* Try it
Two lines mark the range in the entries below: the one holding "This screenshot has height=975, width=1734." and the one holding "In order to click on Go". Set down those two and all lines between them, exactly.

* The records
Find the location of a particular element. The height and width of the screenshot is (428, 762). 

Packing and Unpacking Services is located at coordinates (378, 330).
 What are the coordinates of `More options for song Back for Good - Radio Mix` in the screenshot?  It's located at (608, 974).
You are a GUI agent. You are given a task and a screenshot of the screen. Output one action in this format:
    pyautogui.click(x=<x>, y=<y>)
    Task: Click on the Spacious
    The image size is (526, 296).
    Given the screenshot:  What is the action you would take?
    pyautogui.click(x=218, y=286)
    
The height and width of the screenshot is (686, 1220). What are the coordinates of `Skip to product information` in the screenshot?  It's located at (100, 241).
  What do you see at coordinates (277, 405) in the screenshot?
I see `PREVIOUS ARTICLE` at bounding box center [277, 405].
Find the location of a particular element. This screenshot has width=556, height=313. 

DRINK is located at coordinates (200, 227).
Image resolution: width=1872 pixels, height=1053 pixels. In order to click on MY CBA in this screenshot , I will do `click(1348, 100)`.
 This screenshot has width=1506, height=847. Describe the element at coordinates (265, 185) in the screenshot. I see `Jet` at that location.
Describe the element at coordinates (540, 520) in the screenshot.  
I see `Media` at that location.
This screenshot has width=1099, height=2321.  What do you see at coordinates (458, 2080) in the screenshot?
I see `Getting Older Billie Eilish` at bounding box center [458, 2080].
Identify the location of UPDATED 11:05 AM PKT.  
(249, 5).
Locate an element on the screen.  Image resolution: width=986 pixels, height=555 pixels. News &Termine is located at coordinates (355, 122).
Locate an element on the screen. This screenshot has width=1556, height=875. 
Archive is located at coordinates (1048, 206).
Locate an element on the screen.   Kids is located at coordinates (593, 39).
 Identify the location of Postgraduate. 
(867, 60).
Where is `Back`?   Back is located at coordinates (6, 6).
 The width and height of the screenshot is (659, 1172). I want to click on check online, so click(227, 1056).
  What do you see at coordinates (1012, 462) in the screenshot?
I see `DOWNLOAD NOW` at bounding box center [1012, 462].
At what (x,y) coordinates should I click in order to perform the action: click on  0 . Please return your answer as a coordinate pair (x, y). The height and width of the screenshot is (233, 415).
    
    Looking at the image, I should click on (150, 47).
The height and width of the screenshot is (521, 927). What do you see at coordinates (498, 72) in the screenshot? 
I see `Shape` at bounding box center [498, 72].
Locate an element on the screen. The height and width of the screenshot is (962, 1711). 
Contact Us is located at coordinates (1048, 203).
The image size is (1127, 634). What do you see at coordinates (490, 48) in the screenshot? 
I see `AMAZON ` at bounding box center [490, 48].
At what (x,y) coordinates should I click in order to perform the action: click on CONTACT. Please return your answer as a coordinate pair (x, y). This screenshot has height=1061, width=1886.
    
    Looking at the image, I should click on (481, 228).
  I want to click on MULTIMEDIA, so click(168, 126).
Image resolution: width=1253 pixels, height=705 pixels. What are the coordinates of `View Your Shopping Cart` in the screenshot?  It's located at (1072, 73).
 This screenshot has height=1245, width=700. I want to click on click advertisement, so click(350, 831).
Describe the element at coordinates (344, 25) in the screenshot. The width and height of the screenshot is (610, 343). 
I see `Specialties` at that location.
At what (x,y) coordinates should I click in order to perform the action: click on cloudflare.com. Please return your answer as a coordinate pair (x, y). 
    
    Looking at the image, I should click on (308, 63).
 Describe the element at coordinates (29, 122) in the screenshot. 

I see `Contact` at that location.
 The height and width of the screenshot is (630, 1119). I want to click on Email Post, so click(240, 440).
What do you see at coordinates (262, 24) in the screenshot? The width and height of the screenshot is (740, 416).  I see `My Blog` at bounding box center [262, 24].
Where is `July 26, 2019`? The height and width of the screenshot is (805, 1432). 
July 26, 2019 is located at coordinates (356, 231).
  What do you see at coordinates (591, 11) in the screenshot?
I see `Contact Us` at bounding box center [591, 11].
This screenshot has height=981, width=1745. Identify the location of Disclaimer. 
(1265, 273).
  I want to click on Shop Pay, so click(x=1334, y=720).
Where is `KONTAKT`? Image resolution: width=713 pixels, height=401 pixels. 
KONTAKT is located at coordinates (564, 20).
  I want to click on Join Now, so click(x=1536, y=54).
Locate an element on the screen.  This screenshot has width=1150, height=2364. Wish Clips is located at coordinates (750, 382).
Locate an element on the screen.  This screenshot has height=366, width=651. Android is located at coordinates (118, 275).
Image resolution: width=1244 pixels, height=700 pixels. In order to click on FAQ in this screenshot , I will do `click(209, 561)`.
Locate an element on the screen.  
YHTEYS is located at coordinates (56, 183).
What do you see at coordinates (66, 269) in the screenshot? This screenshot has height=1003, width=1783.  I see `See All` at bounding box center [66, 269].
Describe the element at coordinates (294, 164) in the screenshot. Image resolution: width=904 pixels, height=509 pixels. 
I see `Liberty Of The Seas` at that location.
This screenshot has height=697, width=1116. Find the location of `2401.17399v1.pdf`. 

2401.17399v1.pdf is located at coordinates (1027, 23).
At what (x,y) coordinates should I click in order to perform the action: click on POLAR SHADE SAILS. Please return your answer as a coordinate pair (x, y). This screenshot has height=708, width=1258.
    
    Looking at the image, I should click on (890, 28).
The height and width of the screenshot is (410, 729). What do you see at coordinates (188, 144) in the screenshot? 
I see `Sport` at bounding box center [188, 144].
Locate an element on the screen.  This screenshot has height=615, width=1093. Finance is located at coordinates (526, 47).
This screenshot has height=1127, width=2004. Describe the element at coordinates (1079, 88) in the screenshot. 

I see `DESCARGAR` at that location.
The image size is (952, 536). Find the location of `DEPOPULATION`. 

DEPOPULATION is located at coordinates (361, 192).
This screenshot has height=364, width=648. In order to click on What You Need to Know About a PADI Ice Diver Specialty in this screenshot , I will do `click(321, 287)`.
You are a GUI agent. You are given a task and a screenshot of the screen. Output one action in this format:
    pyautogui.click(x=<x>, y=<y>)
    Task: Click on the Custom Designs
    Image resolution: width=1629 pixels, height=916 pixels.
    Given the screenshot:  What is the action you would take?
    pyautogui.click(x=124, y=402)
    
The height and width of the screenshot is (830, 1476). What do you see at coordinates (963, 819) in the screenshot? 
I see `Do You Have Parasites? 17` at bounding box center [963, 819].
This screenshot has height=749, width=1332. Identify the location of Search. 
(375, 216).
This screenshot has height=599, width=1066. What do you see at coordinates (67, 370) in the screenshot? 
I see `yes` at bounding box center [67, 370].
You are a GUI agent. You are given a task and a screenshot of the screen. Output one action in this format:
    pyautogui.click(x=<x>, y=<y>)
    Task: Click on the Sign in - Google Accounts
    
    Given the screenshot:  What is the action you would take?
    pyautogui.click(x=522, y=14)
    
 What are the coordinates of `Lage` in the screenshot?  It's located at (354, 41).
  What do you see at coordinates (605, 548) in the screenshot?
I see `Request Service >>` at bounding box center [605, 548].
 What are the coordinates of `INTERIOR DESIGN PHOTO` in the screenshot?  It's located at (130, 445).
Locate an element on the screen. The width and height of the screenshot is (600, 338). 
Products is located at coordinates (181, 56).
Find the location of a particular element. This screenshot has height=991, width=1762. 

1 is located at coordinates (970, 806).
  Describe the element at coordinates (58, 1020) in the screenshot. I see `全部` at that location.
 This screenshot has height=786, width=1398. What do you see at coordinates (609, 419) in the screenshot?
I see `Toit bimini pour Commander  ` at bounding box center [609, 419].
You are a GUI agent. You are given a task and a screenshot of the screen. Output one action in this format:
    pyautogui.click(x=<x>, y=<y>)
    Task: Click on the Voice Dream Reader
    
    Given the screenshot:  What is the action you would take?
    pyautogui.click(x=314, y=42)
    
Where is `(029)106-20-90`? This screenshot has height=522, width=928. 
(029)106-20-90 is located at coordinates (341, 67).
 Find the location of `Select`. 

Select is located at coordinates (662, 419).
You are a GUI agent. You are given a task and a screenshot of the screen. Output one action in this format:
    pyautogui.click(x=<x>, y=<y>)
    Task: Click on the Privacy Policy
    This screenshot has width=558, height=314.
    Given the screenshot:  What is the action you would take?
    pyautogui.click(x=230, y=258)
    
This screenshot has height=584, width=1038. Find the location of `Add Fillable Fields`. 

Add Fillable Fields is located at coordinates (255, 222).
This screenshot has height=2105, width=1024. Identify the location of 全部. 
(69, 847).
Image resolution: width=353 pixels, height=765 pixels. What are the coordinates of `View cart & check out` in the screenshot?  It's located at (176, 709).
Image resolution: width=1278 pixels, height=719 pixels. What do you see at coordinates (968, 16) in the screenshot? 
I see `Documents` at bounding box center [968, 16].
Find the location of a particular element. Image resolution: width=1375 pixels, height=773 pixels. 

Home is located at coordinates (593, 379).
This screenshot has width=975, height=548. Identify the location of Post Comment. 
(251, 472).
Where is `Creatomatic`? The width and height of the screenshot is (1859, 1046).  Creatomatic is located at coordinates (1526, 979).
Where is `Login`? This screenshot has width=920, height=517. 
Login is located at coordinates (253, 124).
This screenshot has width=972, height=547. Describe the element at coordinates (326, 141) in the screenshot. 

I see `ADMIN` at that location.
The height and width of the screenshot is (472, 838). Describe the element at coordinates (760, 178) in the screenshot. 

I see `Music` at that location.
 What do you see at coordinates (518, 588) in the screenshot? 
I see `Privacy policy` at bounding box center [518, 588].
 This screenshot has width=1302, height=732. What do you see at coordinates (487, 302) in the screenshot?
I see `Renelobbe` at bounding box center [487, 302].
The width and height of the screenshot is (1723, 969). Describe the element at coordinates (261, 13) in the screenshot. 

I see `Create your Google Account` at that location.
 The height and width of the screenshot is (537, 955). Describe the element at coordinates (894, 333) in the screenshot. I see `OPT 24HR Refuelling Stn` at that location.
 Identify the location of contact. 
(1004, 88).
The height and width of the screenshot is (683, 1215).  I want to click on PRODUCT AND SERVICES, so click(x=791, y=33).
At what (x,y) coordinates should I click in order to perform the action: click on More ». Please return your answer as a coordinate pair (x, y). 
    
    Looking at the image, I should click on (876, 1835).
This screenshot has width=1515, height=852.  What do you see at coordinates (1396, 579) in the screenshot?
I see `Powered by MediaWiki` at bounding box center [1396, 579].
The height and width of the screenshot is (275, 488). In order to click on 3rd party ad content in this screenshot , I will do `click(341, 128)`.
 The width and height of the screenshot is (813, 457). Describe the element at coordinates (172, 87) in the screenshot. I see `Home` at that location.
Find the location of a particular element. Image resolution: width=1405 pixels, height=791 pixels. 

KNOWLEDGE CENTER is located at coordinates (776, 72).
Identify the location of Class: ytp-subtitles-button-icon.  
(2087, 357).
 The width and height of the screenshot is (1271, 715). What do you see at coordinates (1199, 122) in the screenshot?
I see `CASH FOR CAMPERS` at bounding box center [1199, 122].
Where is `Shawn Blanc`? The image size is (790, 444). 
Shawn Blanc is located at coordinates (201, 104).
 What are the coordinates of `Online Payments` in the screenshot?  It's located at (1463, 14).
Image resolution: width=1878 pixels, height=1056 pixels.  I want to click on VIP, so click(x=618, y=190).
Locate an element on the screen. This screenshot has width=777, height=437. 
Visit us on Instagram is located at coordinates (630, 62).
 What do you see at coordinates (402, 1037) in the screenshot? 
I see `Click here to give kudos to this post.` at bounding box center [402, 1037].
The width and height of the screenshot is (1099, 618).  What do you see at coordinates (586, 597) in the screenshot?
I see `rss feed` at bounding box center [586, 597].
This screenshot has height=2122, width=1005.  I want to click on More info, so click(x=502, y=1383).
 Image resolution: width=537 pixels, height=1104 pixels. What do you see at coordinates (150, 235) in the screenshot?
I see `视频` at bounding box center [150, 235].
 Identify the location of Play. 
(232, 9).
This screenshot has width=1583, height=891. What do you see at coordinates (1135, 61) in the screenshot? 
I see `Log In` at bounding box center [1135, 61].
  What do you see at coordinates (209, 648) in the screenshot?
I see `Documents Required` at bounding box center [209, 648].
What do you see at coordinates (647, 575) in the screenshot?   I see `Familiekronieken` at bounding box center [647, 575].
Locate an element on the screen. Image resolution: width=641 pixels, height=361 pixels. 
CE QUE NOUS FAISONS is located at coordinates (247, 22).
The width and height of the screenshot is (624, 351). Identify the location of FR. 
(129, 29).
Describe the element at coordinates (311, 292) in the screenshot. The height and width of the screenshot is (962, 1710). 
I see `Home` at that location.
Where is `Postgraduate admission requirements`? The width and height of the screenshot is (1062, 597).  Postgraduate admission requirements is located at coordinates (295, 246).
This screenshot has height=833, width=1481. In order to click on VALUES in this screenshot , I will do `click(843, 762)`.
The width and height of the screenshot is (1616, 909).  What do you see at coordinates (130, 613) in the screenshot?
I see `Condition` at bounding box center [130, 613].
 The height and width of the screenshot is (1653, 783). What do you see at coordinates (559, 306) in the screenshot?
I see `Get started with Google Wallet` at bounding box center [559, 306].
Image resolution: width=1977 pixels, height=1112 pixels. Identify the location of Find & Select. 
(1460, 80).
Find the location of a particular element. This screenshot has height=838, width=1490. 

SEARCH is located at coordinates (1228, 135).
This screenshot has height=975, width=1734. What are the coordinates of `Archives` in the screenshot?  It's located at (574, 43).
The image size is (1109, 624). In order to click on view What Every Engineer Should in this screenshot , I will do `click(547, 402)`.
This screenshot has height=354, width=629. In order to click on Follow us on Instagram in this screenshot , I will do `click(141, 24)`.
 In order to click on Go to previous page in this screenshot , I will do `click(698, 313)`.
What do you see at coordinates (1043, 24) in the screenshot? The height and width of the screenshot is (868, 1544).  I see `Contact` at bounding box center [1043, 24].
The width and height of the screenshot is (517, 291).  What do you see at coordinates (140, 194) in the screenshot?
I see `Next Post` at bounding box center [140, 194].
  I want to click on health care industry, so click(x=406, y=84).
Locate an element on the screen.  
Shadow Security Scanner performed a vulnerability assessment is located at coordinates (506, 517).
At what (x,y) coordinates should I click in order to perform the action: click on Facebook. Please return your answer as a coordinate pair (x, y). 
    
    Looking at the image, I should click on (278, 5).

* Answer to this task
This screenshot has height=975, width=1734. What are the coordinates of `Archives` in the screenshot?  It's located at (574, 43).
The image size is (1109, 624). In order to click on view What Every Engineer Should in this screenshot , I will do `click(547, 402)`.
This screenshot has height=354, width=629. In order to click on Follow us on Instagram in this screenshot , I will do `click(141, 24)`.
 In order to click on Go to previous page in this screenshot , I will do `click(698, 313)`.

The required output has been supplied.